Monday, January 15th 2018
D-Link DIR-X9000 and DIR-X6060 Flagship 802.11ax Routers Pictured
D-Link this CES showed off its flagship 802.11ax Wi-Fi router, the DIR-X9000 (pictured below in silver), which meets the AX11000 standard (11 Gbps combined wireless throughput). The router takes in a 2.5 Gbps WAN port, has four downstream 1 GbE ports. Its wireless chops include 4x4 MU-MIMO over its eight antennae meeting 802.11ax specifications (dual-band plus MIMO and MU-MIMO). The company also showed off the DIR-6060 (pictured below, teal), with a combined wireless bandwidth of 6 Gbps.
Why would anyone need this much wireless bandwidth? The D-Link rep we spoke to said that D-Link understands that people don't upgrade their Wi-Fi routers for years, with a large population still on 801.11n (150-300 Mbps) routers, with the guiding logic being that Wi-Fi bandwidth being significantly higher than your Internet bandwidth comes with little benefit. The DIR-X9000 is a router you buy, install, and forget about for the greater part of a decade. It has sufficient bandwidth for multiple 4K UHD video streams flying around your house, while your appliances are increasingly IoT ready.
Why would anyone need this much wireless bandwidth? The D-Link rep we spoke to said that D-Link understands that people don't upgrade their Wi-Fi routers for years, with a large population still on 801.11n (150-300 Mbps) routers, with the guiding logic being that Wi-Fi bandwidth being significantly higher than your Internet bandwidth comes with little benefit. The DIR-X9000 is a router you buy, install, and forget about for the greater part of a decade. It has sufficient bandwidth for multiple 4K UHD video streams flying around your house, while your appliances are increasingly IoT ready.
8 Comments on D-Link DIR-X9000 and DIR-X6060 Flagship 802.11ax Routers Pictured
Ubiquiti is good but can be complicated to set up. Also, they're not big on the looks (mostly functionality).
RE: bug, yeah, WPA3. I was hoping 802.11ax would require WPA3 hardware acceleration so pick up the speed of rollout. Guess that's not happening and I can't find any info beyond what's stated in the OP about this router.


EXERCISE DETAILS:
All entries are to be printed again exactly, with their images omitted.
= = = = = = =
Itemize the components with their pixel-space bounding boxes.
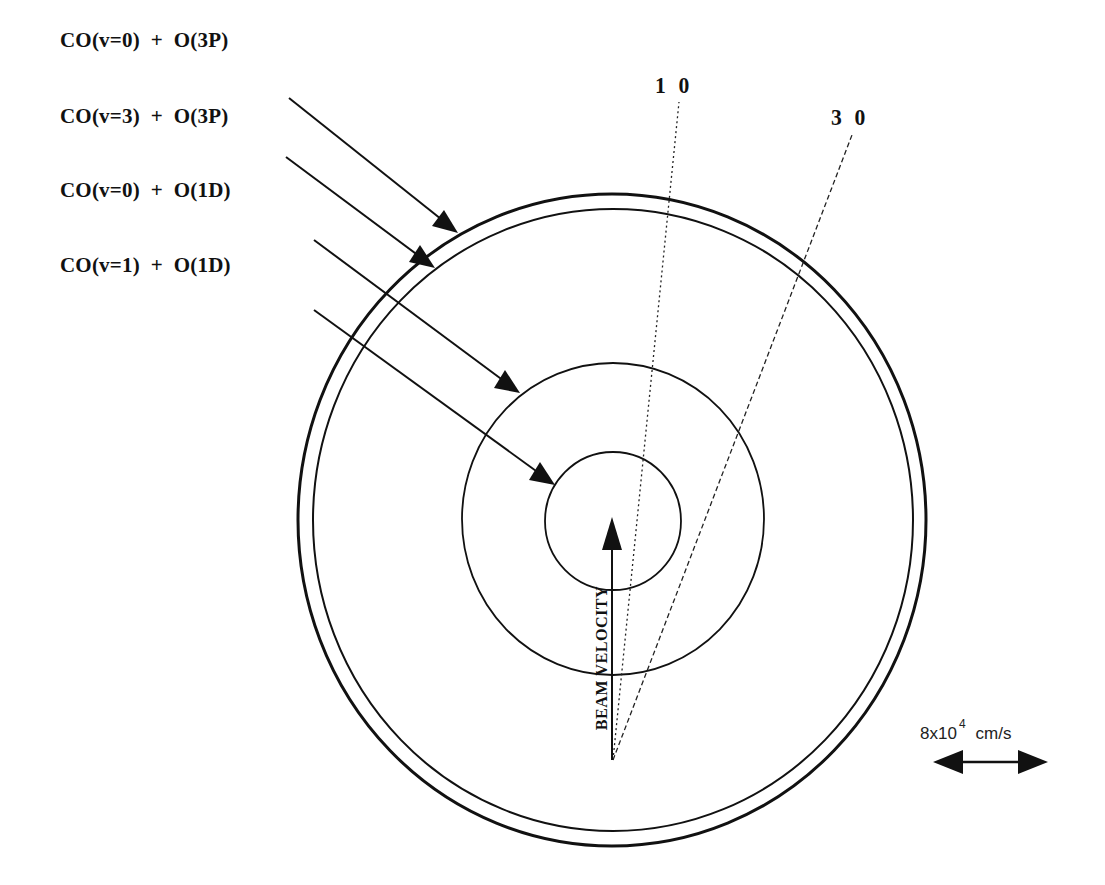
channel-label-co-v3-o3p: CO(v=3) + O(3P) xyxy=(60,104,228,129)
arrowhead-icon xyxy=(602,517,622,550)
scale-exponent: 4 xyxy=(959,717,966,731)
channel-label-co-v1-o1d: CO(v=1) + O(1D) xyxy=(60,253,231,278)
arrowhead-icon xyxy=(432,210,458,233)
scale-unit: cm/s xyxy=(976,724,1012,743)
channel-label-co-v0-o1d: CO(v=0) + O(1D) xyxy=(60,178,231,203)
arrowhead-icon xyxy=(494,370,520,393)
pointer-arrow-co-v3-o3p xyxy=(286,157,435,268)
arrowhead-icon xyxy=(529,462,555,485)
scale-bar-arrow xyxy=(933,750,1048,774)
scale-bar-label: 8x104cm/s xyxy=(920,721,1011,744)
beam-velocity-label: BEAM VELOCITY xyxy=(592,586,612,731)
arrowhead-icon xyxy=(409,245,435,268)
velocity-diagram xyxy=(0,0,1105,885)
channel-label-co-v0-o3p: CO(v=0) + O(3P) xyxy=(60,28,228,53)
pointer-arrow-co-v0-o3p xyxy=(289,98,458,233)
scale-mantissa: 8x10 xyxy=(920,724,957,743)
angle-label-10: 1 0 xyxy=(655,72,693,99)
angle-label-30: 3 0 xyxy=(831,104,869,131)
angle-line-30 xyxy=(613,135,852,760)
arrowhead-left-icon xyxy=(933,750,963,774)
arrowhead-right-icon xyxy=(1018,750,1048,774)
= = = = = = =
ANSWER FOR THIS EXERCISE:
Itemize the components with their pixel-space bounding boxes.
channel-label-co-v3-o3p: CO(v=3) + O(3P) xyxy=(60,104,228,129)
arrowhead-icon xyxy=(602,517,622,550)
scale-exponent: 4 xyxy=(959,717,966,731)
channel-label-co-v1-o1d: CO(v=1) + O(1D) xyxy=(60,253,231,278)
arrowhead-icon xyxy=(432,210,458,233)
scale-unit: cm/s xyxy=(976,724,1012,743)
channel-label-co-v0-o1d: CO(v=0) + O(1D) xyxy=(60,178,231,203)
arrowhead-icon xyxy=(494,370,520,393)
pointer-arrow-co-v3-o3p xyxy=(286,157,435,268)
arrowhead-icon xyxy=(529,462,555,485)
scale-bar-arrow xyxy=(933,750,1048,774)
scale-bar-label: 8x104cm/s xyxy=(920,721,1011,744)
beam-velocity-label: BEAM VELOCITY xyxy=(592,586,612,731)
arrowhead-icon xyxy=(409,245,435,268)
velocity-diagram xyxy=(0,0,1105,885)
channel-label-co-v0-o3p: CO(v=0) + O(3P) xyxy=(60,28,228,53)
pointer-arrow-co-v0-o3p xyxy=(289,98,458,233)
scale-mantissa: 8x10 xyxy=(920,724,957,743)
angle-label-10: 1 0 xyxy=(655,72,693,99)
angle-label-30: 3 0 xyxy=(831,104,869,131)
angle-line-30 xyxy=(613,135,852,760)
arrowhead-left-icon xyxy=(933,750,963,774)
arrowhead-right-icon xyxy=(1018,750,1048,774)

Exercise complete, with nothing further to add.